Data Science Asked on December 30, 2021

Word2vec and Glove embeddings have the same vector representation for every word in the corpus and does not take context into consideration.

For eg:

  • The dog does bark at people
  • The bark of the tree is hard.

In the above examples, Word2vec and Glove create one vector for the word "bark". But using Elmo, there would be two different representations for the word "bark" as it considers context. So, I am trying to the mechanism behind how Elmo gives a vector for a new sentence in the data set?

Say, we have a pre-trained model and it has different vectors for various words. When I have to use this model on a new sentence, does Elmo produce a new vector with completely new vectors? Then is the fine-tuning of the model always happening as it is applied to new data? If that is the case, when is it considered to be a completely trained model?

One Answer

ELMo does not lookup the embeddings from a pre-precomputed table as Word2Vec and GloVe. Embeddings from ELMo are hidden states of an LSTM-based language model, i.e., they are computed on the fly when you give a sentence to the network.

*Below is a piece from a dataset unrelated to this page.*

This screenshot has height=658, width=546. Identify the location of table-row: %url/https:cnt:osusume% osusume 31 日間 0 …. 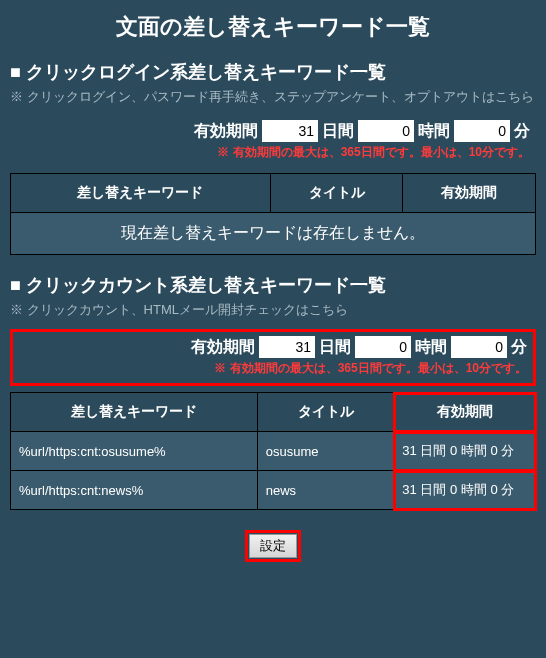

ELMo even does use standard word embeddings as the LSTM input. Words are treated as character sequences and those are processed with a 1-dimensional CNN that provides vector representations of the words. The word representations are then passed into two two-layer LSTMs which are trained as a forward and a backward language model repsectively. What you get as a contextual word embedding is a an average of the LSTM states.